Diseases that are “messy” and inherently “complex” because of comorbidities and polypharmacy treatments, such as mental health disorders and certain chronic diseases (cardiovascular, metabolic), can especially benefit from analytic techniques to generate RWE.

 

RWD is “messy” and includes significant unstructured data which requires processing for use in analysis and evidence generation.  The challenge of converting RWD to meaningful evidence is more difficult with certain diseases that have inherent “complexities”.  For example, patients with mental health disorders or certain chronic diseases (cardiovascular, metabolic) are plagued with comorbidities and treatment regimens often involve multiple drugs (polypharmacy).  Furthermore, the progression of these diseases are characterized by a complex network of feedback pathways, and the management of one disease can significantly impact the outcomes of other coexisting diseases.

 

Generation of RWE will require the application of advanced data analytics for certain diseases.  For example, analysis of outcomes of mental disorders to a drug in isolation will be of limited impact, unless the dynamics of the various comorbidities affecting mental disorders are also taken into account.

 

In these situations, identifying the meaningful signal from RWD will benefit from specialized analytic tools including machine learning techniques that can take into account the myriad comorbidities, polypharmacy and feedback loops.
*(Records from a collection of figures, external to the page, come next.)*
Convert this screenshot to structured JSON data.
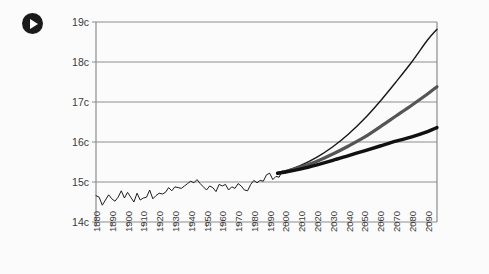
{
  "figure": {
    "play_icon_name": "play-icon",
    "background_color": "#fbfbfb"
  },
  "chart_data": {
    "type": "line",
    "title": "",
    "subtitle": "",
    "xlabel": "",
    "ylabel": "",
    "grid": "horizontal",
    "legend_position": "none",
    "xlim": [
      1880,
      2096
    ],
    "ylim": [
      14,
      19
    ],
    "x_tick_labels": [
      "1880",
      "1890",
      "1900",
      "1910",
      "1920",
      "1930",
      "1940",
      "1950",
      "1960",
      "1970",
      "1980",
      "1990",
      "2000",
      "2010",
      "2020",
      "2030",
      "2040",
      "2050",
      "2060",
      "2070",
      "2080",
      "2090"
    ],
    "x_tick_values": [
      1880,
      1890,
      1900,
      1910,
      1920,
      1930,
      1940,
      1950,
      1960,
      1970,
      1980,
      1990,
      2000,
      2010,
      2020,
      2030,
      2040,
      2050,
      2060,
      2070,
      2080,
      2090
    ],
    "y_tick_labels": [
      "14c",
      "15c",
      "16c",
      "17c",
      "18c",
      "19c"
    ],
    "y_tick_values": [
      14,
      15,
      16,
      17,
      18,
      19
    ],
    "series": [
      {
        "name": "observed-temperature",
        "style": "thin-jagged",
        "color": "#1c1c1c",
        "x": [
          1880,
          1882,
          1884,
          1886,
          1888,
          1890,
          1892,
          1894,
          1896,
          1898,
          1900,
          1902,
          1904,
          1906,
          1908,
          1910,
          1912,
          1914,
          1916,
          1918,
          1920,
          1922,
          1924,
          1926,
          1928,
          1930,
          1932,
          1934,
          1936,
          1938,
          1940,
          1942,
          1944,
          1946,
          1948,
          1950,
          1952,
          1954,
          1956,
          1958,
          1960,
          1962,
          1964,
          1966,
          1968,
          1970,
          1972,
          1974,
          1976,
          1978,
          1980,
          1982,
          1984,
          1986,
          1988,
          1990,
          1992,
          1994,
          1996,
          1998,
          2000
        ],
        "y": [
          14.66,
          14.62,
          14.42,
          14.55,
          14.68,
          14.58,
          14.52,
          14.62,
          14.78,
          14.6,
          14.74,
          14.62,
          14.5,
          14.72,
          14.55,
          14.6,
          14.62,
          14.8,
          14.58,
          14.66,
          14.72,
          14.7,
          14.74,
          14.86,
          14.78,
          14.88,
          14.86,
          14.84,
          14.9,
          14.96,
          15.02,
          14.98,
          15.06,
          14.96,
          14.88,
          14.8,
          14.9,
          14.86,
          14.76,
          14.94,
          14.9,
          14.94,
          14.8,
          14.88,
          14.84,
          14.96,
          14.9,
          14.8,
          14.78,
          14.94,
          15.04,
          14.98,
          15.04,
          15.02,
          15.18,
          15.22,
          15.06,
          15.14,
          15.12,
          15.28,
          15.22
        ]
      },
      {
        "name": "high-projection",
        "style": "thin-smooth",
        "color": "#171717",
        "x": [
          1995,
          2000,
          2010,
          2020,
          2030,
          2040,
          2050,
          2060,
          2070,
          2080,
          2090,
          2096
        ],
        "y": [
          15.22,
          15.27,
          15.42,
          15.62,
          15.88,
          16.2,
          16.58,
          17.02,
          17.5,
          18.0,
          18.55,
          18.82
        ]
      },
      {
        "name": "mid-projection",
        "style": "thick-gray",
        "color": "#555555",
        "x": [
          1995,
          2000,
          2010,
          2020,
          2030,
          2040,
          2050,
          2060,
          2070,
          2080,
          2090,
          2096
        ],
        "y": [
          15.22,
          15.26,
          15.38,
          15.52,
          15.7,
          15.9,
          16.12,
          16.38,
          16.65,
          16.92,
          17.2,
          17.38
        ]
      },
      {
        "name": "low-projection",
        "style": "thick-black",
        "color": "#111111",
        "x": [
          1995,
          2000,
          2010,
          2020,
          2030,
          2040,
          2050,
          2060,
          2070,
          2080,
          2090,
          2096
        ],
        "y": [
          15.22,
          15.25,
          15.33,
          15.43,
          15.54,
          15.66,
          15.78,
          15.9,
          16.02,
          16.13,
          16.26,
          16.36
        ]
      }
    ]
  }
}
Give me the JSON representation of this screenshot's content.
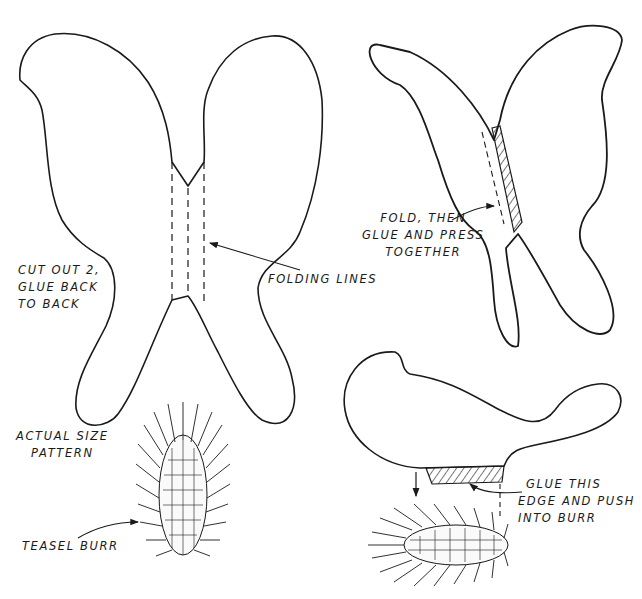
{
  "diagram": {
    "type": "craft-pattern",
    "colors": {
      "ink": "#1a1a1a",
      "paper": "#ffffff"
    },
    "labels": {
      "cut_out": [
        "CUT OUT 2,",
        "GLUE BACK",
        "TO BACK"
      ],
      "folding_lines": "FOLDING LINES",
      "fold_then": [
        "FOLD, THEN",
        "GLUE AND PRESS",
        "TOGETHER"
      ],
      "actual_size": [
        "ACTUAL SIZE",
        "PATTERN"
      ],
      "teasel_burr": "TEASEL BURR",
      "glue_edge": [
        "GLUE THIS",
        "EDGE AND PUSH",
        "INTO BURR"
      ]
    },
    "figures": [
      {
        "id": "butterfly-pattern-flat",
        "description": "Butterfly wing pattern with three dashed folding lines"
      },
      {
        "id": "butterfly-folded",
        "description": "Folded butterfly showing hatched glue area"
      },
      {
        "id": "butterfly-side",
        "description": "Side view of assembled butterfly with hatched glue edge"
      },
      {
        "id": "teasel-burr-upright",
        "description": "Teasel burr drawn upright"
      },
      {
        "id": "teasel-burr-horizontal",
        "description": "Teasel burr drawn horizontally"
      }
    ]
  }
}
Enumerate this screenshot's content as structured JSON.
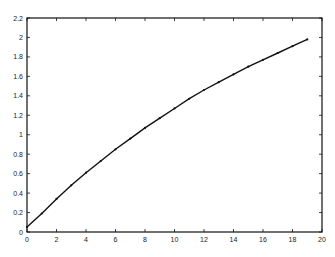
{
  "chart_data": {
    "type": "line",
    "title": "",
    "xlabel": "",
    "ylabel": "",
    "xlim": [
      0,
      20
    ],
    "ylim": [
      0,
      2.2
    ],
    "grid": false,
    "legend": null,
    "x_ticks": [
      "0",
      "2",
      "4",
      "6",
      "8",
      "10",
      "12",
      "14",
      "16",
      "18",
      "20"
    ],
    "y_ticks": [
      "0",
      "0.2",
      "0.4",
      "0.6",
      "0.8",
      "1",
      "1.2",
      "1.4",
      "1.6",
      "1.8",
      "2",
      "2.2"
    ],
    "series": [
      {
        "name": "curve",
        "color": "#111111",
        "marker": "dot",
        "x": [
          0,
          1,
          2,
          3,
          4,
          5,
          6,
          7,
          8,
          9,
          10,
          11,
          12,
          13,
          14,
          15,
          16,
          17,
          18,
          19
        ],
        "values": [
          0.05,
          0.19,
          0.34,
          0.48,
          0.61,
          0.73,
          0.85,
          0.96,
          1.07,
          1.17,
          1.27,
          1.37,
          1.46,
          1.54,
          1.62,
          1.7,
          1.77,
          1.84,
          1.91,
          1.98
        ]
      }
    ]
  }
}
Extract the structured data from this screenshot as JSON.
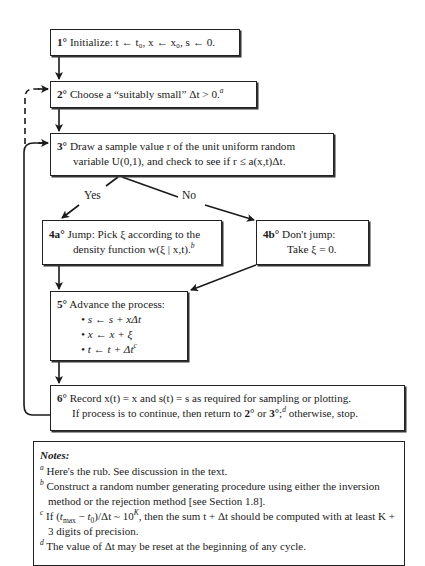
{
  "flowchart": {
    "step1": {
      "num": "1°",
      "text": "Initialize: t ← t₀, x ← x₀, s ← 0."
    },
    "step2": {
      "num": "2°",
      "text": "Choose a “suitably small” Δt > 0.",
      "footnote": "a"
    },
    "step3": {
      "num": "3°",
      "line1": "Draw a sample value r of the unit uniform random",
      "line2": "variable U(0,1), and check to see if r ≤ a(x,t)Δt."
    },
    "branch_yes": "Yes",
    "branch_no": "No",
    "step4a": {
      "num": "4a°",
      "line1": "Jump: Pick ξ according to the",
      "line2": "density function w(ξ | x,t).",
      "footnote": "b"
    },
    "step4b": {
      "num": "4b°",
      "line1": "Don't jump:",
      "line2": "Take ξ = 0."
    },
    "step5": {
      "num": "5°",
      "title": "Advance the process:",
      "bullets": [
        "s ← s + xΔt",
        "x ← x + ξ",
        "t ← t + Δt"
      ],
      "bullet3_footnote": "c"
    },
    "step6": {
      "num": "6°",
      "line1": "Record x(t) = x and s(t) = s as required for sampling or plotting.",
      "line2a": "If process is to continue, then return to ",
      "ref2": "2°",
      "or": " or ",
      "ref3": "3°",
      "semicolon": ";",
      "footnote": "d",
      "line2b": " otherwise, stop."
    }
  },
  "notes": {
    "title": "Notes:",
    "items": [
      {
        "mark": "a",
        "text": "Here's the rub.  See discussion in the text."
      },
      {
        "mark": "b",
        "text": "Construct a random number generating procedure using either the inversion method or the rejection method [see Section 1.8]."
      },
      {
        "mark": "c",
        "text": "If (tmax − t0)/Δt ~ 10^K, then the sum t + Δt should be computed with at least K + 3 digits of precision."
      },
      {
        "mark": "d",
        "text": "The value of Δt may be reset at the beginning of any cycle."
      }
    ],
    "c_parts": {
      "pre": "If (",
      "tmax": "t",
      "tmax_sub": "max",
      "minus": " − ",
      "t0": "t",
      "t0_sub": "0",
      "mid": ")/Δt ~ 10",
      "exp": "K",
      "post": ",  then the sum  t + Δt  should be computed with at least K + 3 digits of precision."
    }
  },
  "colors": {
    "line": "#1a1a1a",
    "background": "#ffffff"
  }
}
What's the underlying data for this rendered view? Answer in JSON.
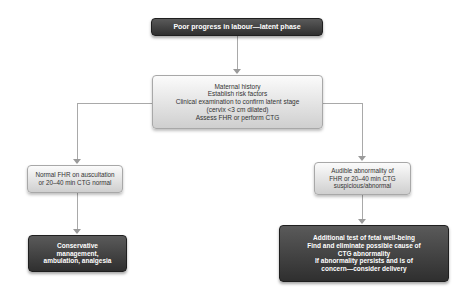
{
  "diagram": {
    "title_node": {
      "lines": [
        "Poor progress in labour—latent phase"
      ]
    },
    "assessment_node": {
      "lines": [
        "Maternal history",
        "Establish risk factors",
        "Clinical examination to confirm latent stage",
        "(cervix <3 cm dilated)",
        "Assess FHR or perform CTG"
      ]
    },
    "normal_branch": {
      "condition_lines": [
        "Normal FHR on auscultation",
        "or 20–40 min CTG normal"
      ],
      "action_lines": [
        "Conservative",
        "management,",
        "ambulation, analgesia"
      ]
    },
    "abnormal_branch": {
      "condition_lines": [
        "Audible abnormality of",
        "FHR or 20–40 min CTG",
        "suspicious/abnormal"
      ],
      "action_lines": [
        "Additional test of fetal well-being",
        "Find and eliminate possible cause of",
        "CTG abnormality",
        "If abnormality persists and is of",
        "concern—consider delivery"
      ]
    },
    "colors": {
      "dark_box": "#3a3a3a",
      "light_box": "#e6e6e6",
      "connector": "#a9a9a9",
      "dark_text": "#ffffff",
      "light_text": "#333333"
    }
  }
}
Use of the right analytical methods with RWD is key to extracting the correct insights and generating RWE.

 

Thus, optimizing the use of RWE, especially with data analytic enhancements, for approval of new indications and post-approval requirements can reduce cost and time burdens for pharmaceutical companies, enhancing their profitability.  Moreover, direct and concrete benefits can be experienced by the patients by the accelerated delivery of medical products to those that need them.  Given the highly competitive nature of the industry and the huge hurdles of drug R&D (in cost, time, risk), applying the latest tools to generate RWE will bolster competitive advantages, a path encouraged by the FDA.

 

References

  1. EvaluatePharma, World Preview 2017, Outlook to 2022, 2017. 
  2. Tufts Center, Cost of Developing a New Drug, 2014. 
  3. Clinical Development Success Rates 2006-2015, 2016. 
  4. Framework for FDA’s Real-World Evidence Program, 2018.